Emotional expression may emerge during treatment, but crying alone is not a measure of healing. This reflection explores regulation, containment, and clinical responsibility when a patient’s system begins to open.
These articles are shared as learning material — emphasizing observation, clinical judgment, and decision-making rather than outcomes or protocols.
Smoking Is Not the Problem — It’s a Compensation
Smoking is rarely the real problem. In many cases, it functions as a temporary regulator of breathing, autonomic tension, and internal pressure. A clinical reflection on compensation and regulation.
Receptivity Before Intervention
In reproductive medicine, preparation is often discussed through hormones, protocols, and timing. Yet another question may come first: is the body ready to receive? A clinical reflection on receptivity, regulation, and embryo transfer preparation.
From Huangdi Neijing to Fascia-Oriented Clinical Judgment
Fasciapuncture® proposes that fascia is the living tissue where classical regulation becomes clinically observable. This essay explores how Huangdi Neijing can be understood through fascia-oriented clinical judgment.
Insomnia Is Not a Thinking Problem — It’s a Safety Problem
Insomnia is often described as a mental...
The Modern Body Is Not Weak — It Is Overloaded | Fasciapuncture®
The modern body is not failing. It is adapting. This reflection explores how sedentary living, stress, mechanical imbalance, and low-grade inflammation gradually become overload—and why pain is often the last signal to appear.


_What is required:_
Give back the records below verbatim, please, but without a single image.

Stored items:
-----

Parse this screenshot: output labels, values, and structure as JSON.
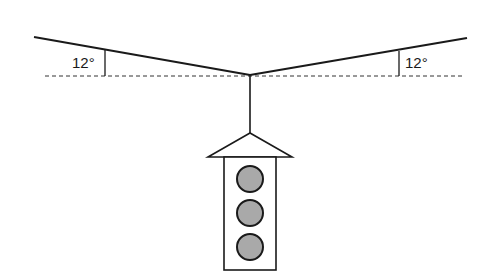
{
  "diagram": {
    "type": "traffic-light-suspension",
    "angles": {
      "left": {
        "value": "12°"
      },
      "right": {
        "value": "12°"
      }
    },
    "traffic_light": {
      "lamp_count": 3
    },
    "colors": {
      "stroke": "#1a1a1a",
      "lamp_fill": "#a9a9a9",
      "background": "#ffffff"
    }
  }
}
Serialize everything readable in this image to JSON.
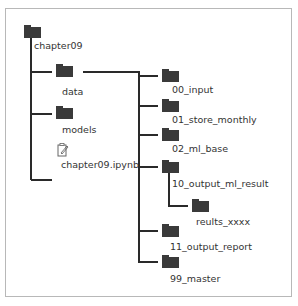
{
  "tree": {
    "root": {
      "label": "chapter09",
      "icon": "folder-icon"
    },
    "level1": [
      {
        "label": "data",
        "icon": "folder-icon"
      },
      {
        "label": "models",
        "icon": "folder-icon"
      },
      {
        "label": "chapter09.ipynb",
        "icon": "notebook-edit-icon"
      }
    ],
    "data_children": [
      {
        "label": "00_input",
        "icon": "folder-icon"
      },
      {
        "label": "01_store_monthly",
        "icon": "folder-icon"
      },
      {
        "label": "02_ml_base",
        "icon": "folder-icon"
      },
      {
        "label": "10_output_ml_result",
        "icon": "folder-icon"
      },
      {
        "label": "11_output_report",
        "icon": "folder-icon"
      },
      {
        "label": "99_master",
        "icon": "folder-icon"
      }
    ],
    "result_children": [
      {
        "label": "reults_xxxx",
        "icon": "folder-icon"
      }
    ]
  },
  "colors": {
    "line": "#2a2a2a",
    "folder": "#3a3a3a",
    "frame": "#b8b8b8",
    "text": "#333333"
  }
}
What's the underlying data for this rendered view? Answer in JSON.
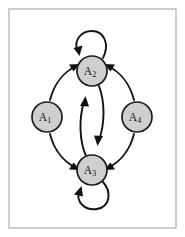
{
  "figure": {
    "type": "directed-graph",
    "background_color": "#ffffff",
    "frame": {
      "stroke_color": "#b9b9b9",
      "fill_color": "#ffffff",
      "x": 9,
      "y": 9,
      "width": 167,
      "height": 219
    },
    "node_style": {
      "fill_color": "#cfcfcf",
      "stroke_color": "#1c1c1c",
      "radius": 15
    },
    "edge_style": {
      "stroke_color": "#121212",
      "stroke_width": 1.9
    }
  },
  "nodes": [
    {
      "id": "A1",
      "base": "A",
      "subscript": "1",
      "cx": 47,
      "cy": 117,
      "r": 15
    },
    {
      "id": "A2",
      "base": "A",
      "subscript": "2",
      "cx": 92,
      "cy": 71,
      "r": 15
    },
    {
      "id": "A3",
      "base": "A",
      "subscript": "3",
      "cx": 92,
      "cy": 170,
      "r": 15
    },
    {
      "id": "A4",
      "base": "A",
      "subscript": "4",
      "cx": 137,
      "cy": 117,
      "r": 15
    }
  ],
  "edges": [
    {
      "id": "e-a1-a2",
      "from": "A1",
      "to": "A2",
      "kind": "curved",
      "direction": "A1 to A2"
    },
    {
      "id": "e-a1-a3",
      "from": "A1",
      "to": "A3",
      "kind": "curved",
      "direction": "A1 to A3"
    },
    {
      "id": "e-a4-a2",
      "from": "A4",
      "to": "A2",
      "kind": "curved",
      "direction": "A4 to A2"
    },
    {
      "id": "e-a4-a3",
      "from": "A4",
      "to": "A3",
      "kind": "curved",
      "direction": "A4 to A3"
    },
    {
      "id": "e-a3-a2",
      "from": "A3",
      "to": "A2",
      "kind": "curved",
      "direction": "A3 to A2"
    },
    {
      "id": "e-a2-a3",
      "from": "A2",
      "to": "A3",
      "kind": "curved",
      "direction": "A2 to A3"
    },
    {
      "id": "e-a2-a2",
      "from": "A2",
      "to": "A2",
      "kind": "self-loop",
      "direction": "A2 to A2",
      "placement": "above"
    },
    {
      "id": "e-a3-a3",
      "from": "A3",
      "to": "A3",
      "kind": "self-loop",
      "direction": "A3 to A3",
      "placement": "below"
    }
  ]
}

-----

_Answer to this exercise:_
Parse this screenshot: output labels, values, and structure as JSON.
{
  "diagram": {
    "type": "traffic-light-suspension",
    "angles": {
      "left": {
        "value": "12°"
      },
      "right": {
        "value": "12°"
      }
    },
    "traffic_light": {
      "lamp_count": 3
    },
    "colors": {
      "stroke": "#1a1a1a",
      "lamp_fill": "#a9a9a9",
      "background": "#ffffff"
    }
  }
}
Serialize everything readable in this image to JSON.
{
  "tree": {
    "root": {
      "label": "chapter09",
      "icon": "folder-icon"
    },
    "level1": [
      {
        "label": "data",
        "icon": "folder-icon"
      },
      {
        "label": "models",
        "icon": "folder-icon"
      },
      {
        "label": "chapter09.ipynb",
        "icon": "notebook-edit-icon"
      }
    ],
    "data_children": [
      {
        "label": "00_input",
        "icon": "folder-icon"
      },
      {
        "label": "01_store_monthly",
        "icon": "folder-icon"
      },
      {
        "label": "02_ml_base",
        "icon": "folder-icon"
      },
      {
        "label": "10_output_ml_result",
        "icon": "folder-icon"
      },
      {
        "label": "11_output_report",
        "icon": "folder-icon"
      },
      {
        "label": "99_master",
        "icon": "folder-icon"
      }
    ],
    "result_children": [
      {
        "label": "reults_xxxx",
        "icon": "folder-icon"
      }
    ]
  },
  "colors": {
    "line": "#2a2a2a",
    "folder": "#3a3a3a",
    "frame": "#b8b8b8",
    "text": "#333333"
  }
}
What's the underlying data for this rendered view? Answer in JSON.
{
  "figure": {
    "type": "directed-graph",
    "background_color": "#ffffff",
    "frame": {
      "stroke_color": "#b9b9b9",
      "fill_color": "#ffffff",
      "x": 9,
      "y": 9,
      "width": 167,
      "height": 219
    },
    "node_style": {
      "fill_color": "#cfcfcf",
      "stroke_color": "#1c1c1c",
      "radius": 15
    },
    "edge_style": {
      "stroke_color": "#121212",
      "stroke_width": 1.9
    }
  },
  "nodes": [
    {
      "id": "A1",
      "base": "A",
      "subscript": "1",
      "cx": 47,
      "cy": 117,
      "r": 15
    },
    {
      "id": "A2",
      "base": "A",
      "subscript": "2",
      "cx": 92,
      "cy": 71,
      "r": 15
    },
    {
      "id": "A3",
      "base": "A",
      "subscript": "3",
      "cx": 92,
      "cy": 170,
      "r": 15
    },
    {
      "id": "A4",
      "base": "A",
      "subscript": "4",
      "cx": 137,
      "cy": 117,
      "r": 15
    }
  ],
  "edges": [
    {
      "id": "e-a1-a2",
      "from": "A1",
      "to": "A2",
      "kind": "curved",
      "direction": "A1 to A2"
    },
    {
      "id": "e-a1-a3",
      "from": "A1",
      "to": "A3",
      "kind": "curved",
      "direction": "A1 to A3"
    },
    {
      "id": "e-a4-a2",
      "from": "A4",
      "to": "A2",
      "kind": "curved",
      "direction": "A4 to A2"
    },
    {
      "id": "e-a4-a3",
      "from": "A4",
      "to": "A3",
      "kind": "curved",
      "direction": "A4 to A3"
    },
    {
      "id": "e-a3-a2",
      "from": "A3",
      "to": "A2",
      "kind": "curved",
      "direction": "A3 to A2"
    },
    {
      "id": "e-a2-a3",
      "from": "A2",
      "to": "A3",
      "kind": "curved",
      "direction": "A2 to A3"
    },
    {
      "id": "e-a2-a2",
      "from": "A2",
      "to": "A2",
      "kind": "self-loop",
      "direction": "A2 to A2",
      "placement": "above"
    },
    {
      "id": "e-a3-a3",
      "from": "A3",
      "to": "A3",
      "kind": "self-loop",
      "direction": "A3 to A3",
      "placement": "below"
    }
  ]
}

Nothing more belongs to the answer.